Tears came to my mother’s eyes. Whether it was joy or sorrow, I don’t know. It was the first book of my own private library, bought with my own money.
Now, when I look back at the compilation of my books, which includes thousands of Hindi-English novels, plays, story collections, biographies, memoirs, history, art, archaeology ${ }^{1}$, and political ${ }^{2}$ books, how strongly ${ }^{3}$ do I remember that first book purchase! Rainer Maria Rilke, Stephen Zweig, Mopainsa, Chekhov,
- Archaeology and the study and research of history 2. More than a thousand 3. Excess, strength
Tolstoy, Dostoevsky, Maykovsky, Solzhenitsyn, Stephen Spender, A.D. Pound, Eugene O’Neil, Jan Palach Satar, Alberry Camu, with Picasso, Bruegel, Rembrandt, Hepper, Husain, and Hindi writers like Kabir, Tulsidas, Sur, Rasakhan, Jayasi, Premchand, Pant, Nirala, Mahadevi, and who knows how many thinkers—how filled up I feel among these works!

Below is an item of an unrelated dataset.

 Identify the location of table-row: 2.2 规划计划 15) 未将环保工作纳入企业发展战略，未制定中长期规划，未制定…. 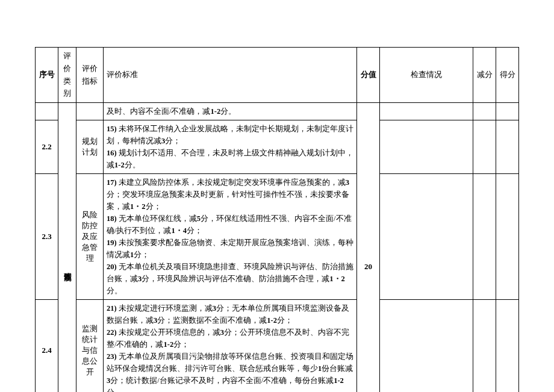
(277, 147).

The senior ${ }^{1}$ Marathi poet Vinda Karandikar said such a truth on that day! After my successful operation, they came to see me and said, “Bharati, these hundreds of great men who surround you in the form of books—it is their blessing that you survived. They gave you life again.” I silently bowed to Vinda, and to these great men too.
Thought Questions
1. Why did the surgeon hesitate to operate on the author?
2. What emotion was in the author’s heart behind staying in the “room full of books”?
3. What magazines used to come to the author’s home?
4. How did the author develop the habit of reading and collecting books?
5. Why was the author’s mother worried about her school studies?
6. How did the two English books received as a school prize open a new world for the author?
7. What inspiration did the author get from his father’s statement: “From today, this cupboard is your own books. This is your own library”?
8. Describe the incident of the author buying his first book in his own words.
9. Explain the meaning of the sentence: “Among these works, how filled up I feel myself.”